Now that’s not to say—as I said earlier, you might have left Fearless with some more questions. What is the Plague? Who is the Queen of Esram? There are a few things that the reader is meant to leave Fearless still wondering about, which will be answered in the future. You’ll get some more insight on Kitt, and some of the things that happen later on.
Paste: That is so exciting!
Roberts: It’s one of the main reasons I was so scared for Fearless. Obviously, people are going to have their opinions, and that is totally fine and expected. But I know that in the ending I kind of throw a lot at you. And I just want to tell everybody, like, just wait, there’s more.
This is public knowledge, so I can say that there is another novella coming. So that’s what I mean. Like, there’s more to the story, and it’s gonna kind of follow the same format that Powerful did when you read it in tandem. I can’t say who it’s about, but you’ll see some different points of view from other characters.
Paste: The literal next question on my list is: was there anything you wanted to fit in this trilogy that you couldn’t make work?
Roberts: There’s so much, just in terms of explaining and adding depth. As I’ve gone through the series, I have realized how expansive this world is and how much more there is to tell in it. There’s definitely so much I could have crammed it here, but it was just not meant to be.
Paste: What was the hardest part of Fearless for you to write?
Roberts: The ending of this book took years off my life because there was just so much going on. The whole last 100-120 pages are just full team ahead with reveal after reveal, which I did intentionally to throw the reader off the scent a bit. I wanted everyone to think: Okay, surely this is the big real!?! And then another one happens. Figuring out and navigating it was a lot. Same with a lot of the foreshadowing throughout the book, because there are a lot of lines that Paedyn thinks back on and uses her little psychic ability to kind of deconstruct. And that’s how she figures everything out.
The chapter where she has the jewelry box also took years off my life in the best way possible. I genuinely spent so much time on that chapter, pulling every single thread and like every line from all the way back in Powerless. And I was putting them into Fearless and trying to line everything up. But it was so satisfying when I finished it, and you could sort of see Paedyn’s thought pattern: He said this about the roses. And then he said I look like my mother. Just all the pieces falling into place. I have a love-hate relationship with it, it was so fun, but very stressful.
Paste: You saying that made me think of how interesting it was to see, in the King’s POV chapters, the reverse of scenes we’d watched with Paedyn in Powerless. It was very cool.
Roberts: I really loved writing in the third person. This was the first book I’ve ever gotten to do that in, and I thoroughly enjoyed it.

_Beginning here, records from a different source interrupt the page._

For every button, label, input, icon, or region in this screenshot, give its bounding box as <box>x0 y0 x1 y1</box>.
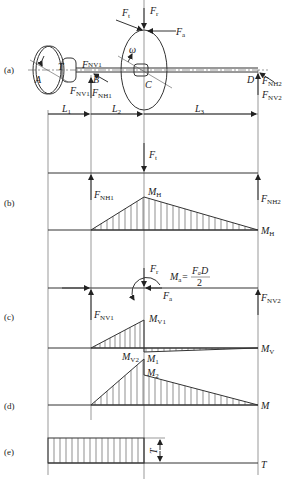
label-t: T <box>261 459 268 470</box>
omega-label: ω <box>129 44 136 55</box>
label-c-fa: Fa <box>162 290 173 303</box>
shaft-load-diagram: (a) (b) (c) (d) (e) A T B C D ω Ft Fr Fa… <box>0 0 300 479</box>
label-fnh1: FNH1 <box>91 87 112 100</box>
ma-formula: Ma= FₐD 2 <box>169 265 210 288</box>
torque-arc <box>41 56 44 66</box>
label-fnv1: FNV1 <box>69 85 90 98</box>
mv1-diagram <box>91 320 144 348</box>
label-t-dim: T <box>148 447 159 454</box>
ft-arrow <box>116 20 142 30</box>
label-m1: M1 <box>146 353 159 366</box>
label-mv1: MV1 <box>148 313 166 326</box>
diagram-canvas: (a) (b) (c) (d) (e) A T B C D ω Ft Fr Fa… <box>0 0 300 479</box>
mv2-diagram <box>144 348 258 352</box>
label-mh-peak: MH <box>147 186 161 199</box>
label-c-fnv2: FNV2 <box>260 292 281 305</box>
svg-text:Ma=: Ma= <box>169 271 188 284</box>
svg-text:2: 2 <box>197 277 202 288</box>
point-c: C <box>145 79 152 90</box>
label-mh: MH <box>260 225 274 238</box>
point-d: D <box>246 74 255 85</box>
label-b-fnh2: FNH2 <box>260 193 281 206</box>
label-fa: Fa <box>175 26 186 39</box>
label-m2: M2 <box>146 367 159 380</box>
label-b-fnh1: FNH1 <box>93 189 114 202</box>
svg-text:FₐD: FₐD <box>191 265 209 276</box>
label-mv2: MV2 <box>121 351 139 364</box>
omega-arrow <box>128 54 132 62</box>
point-a: A <box>34 74 42 85</box>
label-c-fnv1: FNV1 <box>93 309 114 322</box>
shaft-assembly <box>28 0 274 479</box>
point-b: B <box>93 74 99 85</box>
label-fnv2: FNV2 <box>261 89 282 102</box>
panel-label-a: (a) <box>4 65 14 75</box>
panel-label-b: (b) <box>4 198 15 208</box>
label-ft: Ft <box>121 7 130 20</box>
label-fr: Fr <box>149 5 159 18</box>
label-c-fr: Fr <box>149 263 159 276</box>
m-diagram <box>91 359 258 405</box>
resultant-moment <box>48 359 258 405</box>
label-fnv1-top: FNV1 <box>81 59 102 70</box>
label-b-ft: Ft <box>148 149 157 162</box>
label-fnh2: FNH2 <box>261 75 282 88</box>
panel-label-e: (e) <box>4 447 14 457</box>
ma-moment-arc <box>132 277 160 300</box>
panel-label-d: (d) <box>4 401 15 411</box>
label-m: M <box>260 400 270 411</box>
vertical-plane <box>48 268 258 352</box>
panel-label-c: (c) <box>4 312 14 322</box>
label-mv: MV <box>260 343 274 356</box>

I feel like it’s a different style of writing, the way you’re able to expand in third person. It was also just really fun to be in the King’s head, and also Kitt’s in some of those chapters
Paste: What are you reading right now? This is my favorite question I always ask everybody.

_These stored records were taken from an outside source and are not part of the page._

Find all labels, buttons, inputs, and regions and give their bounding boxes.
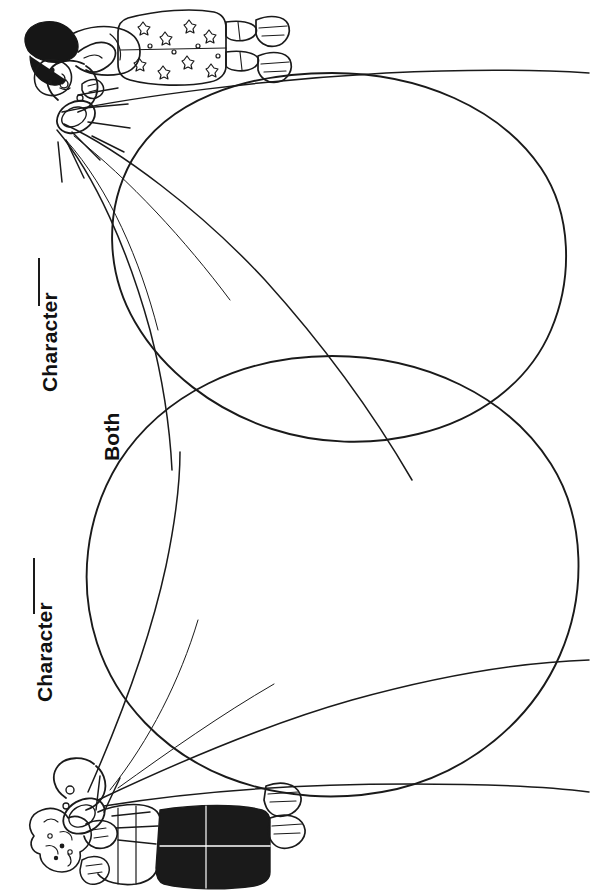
label-character-bottom: Character: [33, 602, 57, 702]
label-both: Both: [100, 412, 124, 461]
boy-with-flashlight-illustration: [0, 0, 591, 894]
boy-pants: [156, 806, 270, 889]
boy-sneakers: [264, 783, 305, 848]
boy-face: [54, 844, 71, 866]
worksheet-page: Character Both Character: [0, 0, 591, 894]
label-character-top: Character: [38, 292, 62, 392]
flashlight-beam-bottom: [88, 452, 589, 806]
boy-shirt: [98, 805, 161, 885]
blank-line-character-bottom[interactable]: [33, 558, 35, 614]
blank-line-character-top[interactable]: [38, 258, 40, 306]
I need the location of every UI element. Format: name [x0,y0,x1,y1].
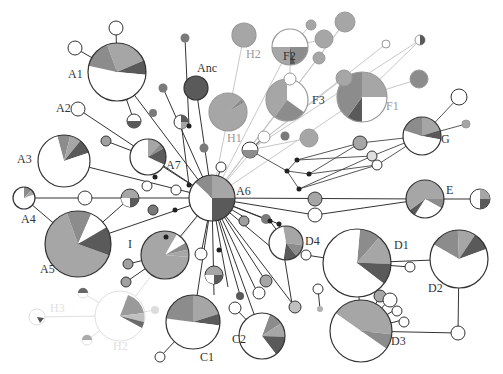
label-d1: D1 [394,238,409,252]
pie-slice [283,226,303,245]
haplotype-node-g [403,117,441,155]
pie-slice [272,29,308,47]
label-h1: H1 [227,131,242,145]
label-a6: A6 [236,184,251,198]
haplotype-node-a6 [189,175,235,221]
haplotype-node-h2 [232,23,256,47]
label-d3: D3 [391,334,406,348]
haplotype-node-e [406,180,444,218]
label-a5: A5 [40,262,55,276]
label-a4: A4 [21,212,36,226]
label-anc: Anc [197,61,217,75]
haplotype-node-anc [184,76,208,100]
label-h3: H3 [50,301,65,315]
label-h2b: H2 [113,339,128,353]
haplotype-node-c1 [166,295,220,349]
haplotype-node-a5 [45,211,111,277]
haplotype-node-a7 [130,139,166,175]
haplotype-network: A1A2A3A4A5A6A7AncH1H2F1F2F3GED1D2D3D4C1C… [0,0,503,374]
haplotype-node-d1 [323,229,391,297]
haplotype-node-d2 [430,230,488,288]
label-a7: A7 [166,158,181,172]
label-e: E [446,183,453,197]
label-c1: C1 [200,350,214,364]
haplotype-node-h1 [209,93,247,131]
label-a1: A1 [68,67,83,81]
label-h2: H2 [246,47,261,61]
haplotype-node-d3 [330,300,392,362]
pie-slice [406,180,444,199]
label-g: G [441,132,450,146]
label-a3: A3 [17,152,32,166]
label-c2: C2 [232,332,246,346]
haplotype-node-a1 [88,43,146,101]
label-d4: D4 [305,234,320,248]
haplotype-node-f3 [266,79,308,121]
label-f3: F3 [312,93,325,107]
haplotype-node-a4 [13,187,35,209]
haplotype-node-d4 [269,226,303,260]
haplotype-node-a3 [38,135,90,187]
label-f1: F1 [386,99,399,113]
label-d2: D2 [428,281,443,295]
network-canvas: A1A2A3A4A5A6A7AncH1H2F1F2F3GED1D2D3D4C1C… [0,0,503,374]
label-i: I [128,237,132,251]
label-f2: F2 [283,49,296,63]
pie-slice [269,226,286,260]
label-a2: A2 [56,101,71,115]
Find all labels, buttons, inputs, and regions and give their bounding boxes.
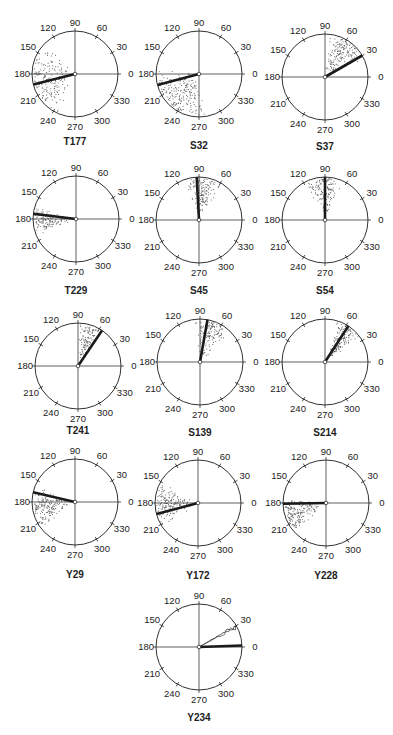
data-point [341,39,342,40]
data-point [328,179,329,180]
data-point [348,330,349,331]
data-point [52,65,53,66]
data-point [346,47,347,48]
data-point [57,503,58,504]
data-point [348,56,349,57]
angle-tick-label: 60 [97,22,108,33]
data-point [204,181,205,182]
data-point [61,79,62,80]
data-point [193,87,194,88]
data-point [172,518,173,519]
scatter-points [188,179,220,212]
data-point [43,79,44,80]
data-point [334,60,335,61]
data-point [302,505,303,506]
data-point [329,205,330,206]
data-point [84,331,85,332]
data-point [47,224,48,225]
data-point [189,499,190,500]
data-point [171,491,172,492]
data-point [221,335,222,336]
data-point [42,222,43,223]
data-point [161,487,162,488]
data-point [62,81,63,82]
data-point [205,346,206,347]
data-point [45,53,46,54]
data-point [80,340,81,341]
data-point [81,354,82,355]
data-point [202,190,203,191]
data-point [181,101,182,102]
data-point [212,340,213,341]
data-point [340,61,341,62]
data-point [294,502,295,503]
data-point [333,53,334,54]
data-point [58,500,59,501]
data-point [214,326,215,327]
angle-tick-label: 90 [70,445,81,456]
data-point [346,337,347,338]
data-point [337,55,338,56]
data-point [341,57,342,58]
data-point [342,54,343,55]
data-point [328,188,329,189]
angle-tick-label: 30 [242,329,253,340]
data-point [295,524,296,525]
data-point [342,327,343,328]
data-point [333,184,334,185]
polar-panel-s32: 0306090120150180210240270300330S32 [138,17,258,151]
data-point [50,82,51,83]
angle-tick-label: 90 [194,163,205,174]
data-point [314,509,315,510]
scatter-points [156,486,190,525]
data-point [42,490,43,491]
data-point [171,90,172,91]
data-point [168,493,169,494]
data-point [57,92,58,93]
data-point [340,346,341,347]
center-marker [196,501,200,505]
data-point [43,217,44,218]
data-point [49,509,50,510]
data-point [183,109,184,110]
polar-panel-s139: 0306090120150180210240270300330S139 [139,305,259,438]
data-point [218,187,219,188]
mean-direction-line [33,214,76,219]
data-point [210,187,211,188]
data-point [340,45,341,46]
data-point [189,97,190,98]
data-point [327,204,328,205]
data-point [48,78,49,79]
data-point [35,506,36,507]
data-point [51,75,52,76]
angle-tick-label: 270 [191,267,207,278]
data-point [209,336,210,337]
data-point [162,486,163,487]
data-point [201,342,202,343]
data-point [163,491,164,492]
data-point [38,508,39,509]
data-point [174,85,175,86]
data-point [42,497,43,498]
data-point [174,102,175,103]
data-point [54,69,55,70]
data-point [195,198,196,199]
data-point [36,209,37,210]
data-point [55,70,56,71]
data-point [334,65,335,66]
data-point [59,63,60,64]
data-point [172,513,173,514]
data-point [56,513,57,514]
data-point [195,95,196,96]
data-point [85,340,86,341]
data-point [48,511,49,512]
data-point [337,59,338,60]
data-point [45,226,46,227]
data-point [326,68,327,69]
data-point [337,44,338,45]
data-point [50,95,51,96]
data-point [292,501,293,502]
data-point [191,92,192,93]
data-point [168,89,169,90]
data-point [223,338,224,339]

Roberts: One of my favorite authors is Olivie Blake. I am so obsessed with her writing style. She’s got that great style of…it’s a fantastical world but very literary fiction type writing. Her Masters of Death is so good. I’m in the middle of it right now.
Paste: Oh, I’m reading her Gifted and Talented currently, which is basically what if Succession was also fantasy. You’ll love it.
Roberts: Oh my God, I need to read that! But really, I’m in the middle of five different books. The Ministry of Time is another one. It’s so fun and I’m thoroughly enjoying it. I’m also reading Vicious by V.E. Schwab, another incredible author. Both Olivie Blake and V.E. Schwab are just huge inspirations for me. I think they’re just masters of their craft. If I could be like half as good as them when I’m their age, I’ll be set.
Fearless is available now wherever books are sold.